State Theatre, July 10
7.5/10

What a blessing and curse it is to be the progeny of legend. The primary place in music history of the likes of Tina Sinatra, Jason Bonham, Mercer Ellington and Julian Lennon has almost inevitably become being their famous parent’s offspring. Lisa Simone has faced the same blessing and curse. Being Nina’s daughter helps her sell tickets, but also invites comparison with someone who’s probably never been matched for the sheer intensity of her singing (even if Nina primarily thought of herself as a pianist who wrote songs).
Lisa has found her own way of dealing with this. For a start, she did some growing up first, spending a decade in the US Air Force before becoming serious about singing, whereupon she concentrated on musical theatre, an area Nina never remotely approached.
So when she did move in on her mother’s patch – blending jazz with soul and so much more (which Nina called “black classical”) – she had firm ground beneath her feet. She knew she couldn’t burn with her mother’s ferocity, but she had a large, attractive and true voice, and she could sing less confrontationally and be less aloof with her audiences.

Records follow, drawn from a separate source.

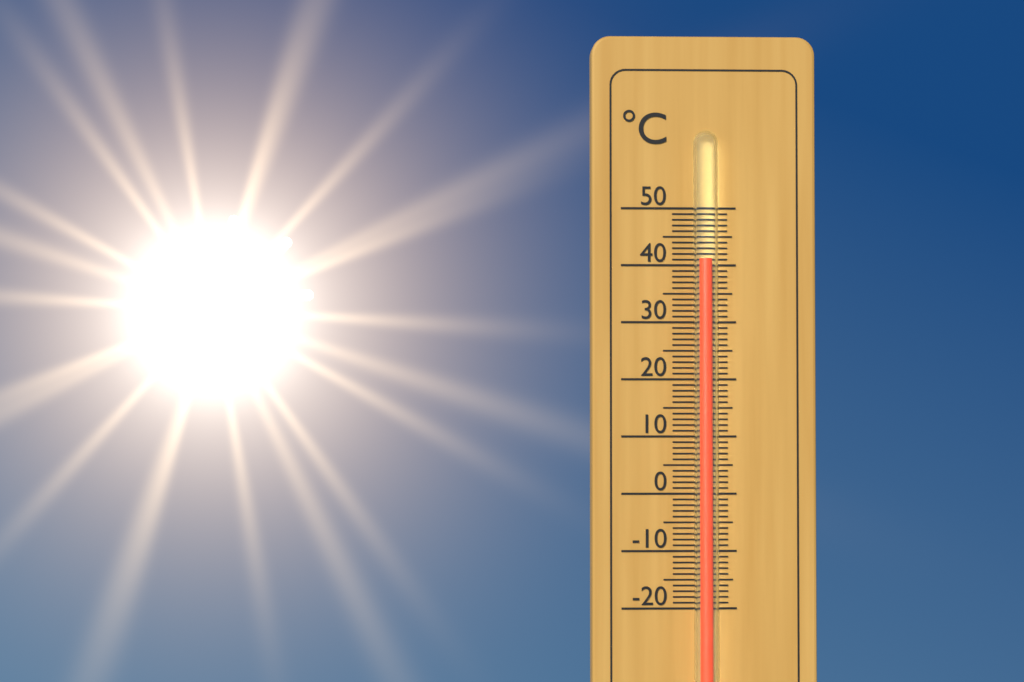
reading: 41 °C
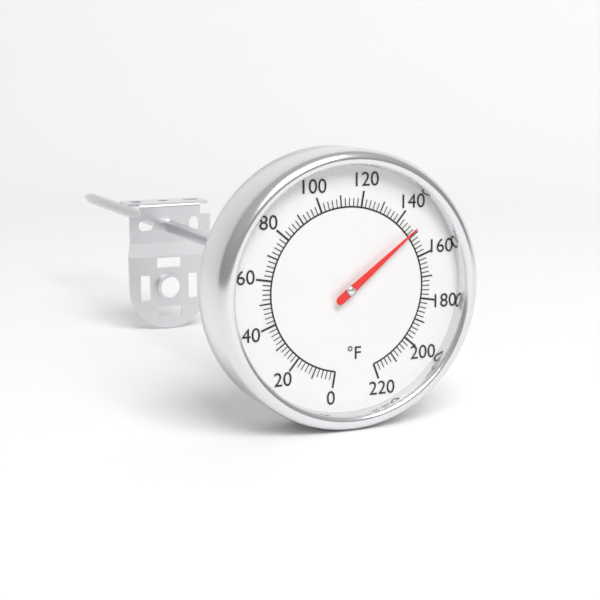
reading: 148 °F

She could also perform her own songs as well as her mother’s, and thereby establish the concept of a “Simone legacy”.
The first half of this generous show was dedicated to her mother’s music in all its breadth of endeavour. Along with Nina’s own songs, there were those she made her own: as diverse as Please Don’t Let Me Be Misunderstood, I Put a Spell on You, Mr Bojangles and I Shall Be Released. The standout was Lisa’s reimagining of Nina’s angriest composition, Mississippi Goddam, her first and perhaps most caustic foray into civil rights protest songs. While Lisa’s softened delivery rode on a more sensual groove, but the lyrics (about race-motivated murder) didn’t lose their savage bite.
When she returned after the interval, her hair was out, her clothes were looser, the grooves were sweatier, and she described herself as “more playful”. In fact, she was simply more at ease, with the emphasis now on her own finely crafted material, which allowed her band of expert Sydney musicians, led by pianist Bill Risby, to stretch out a little more – one of the oddities of the first half being how brief the pieces were.
Legacy, which she wrote when her mother died in 2003, was haunting, and the first song she wrote. The Child in Me, about her younger self’s need for a mother who was seldom there, was as telling as anything she did, capped by a fine solo from Risby.
She returned to material by or associated with her mother, including an especially energised Feeling Good, by which time you could feel she had won over an audience somewhat inclined to sit on its hands and wait to be fully convinced. We were.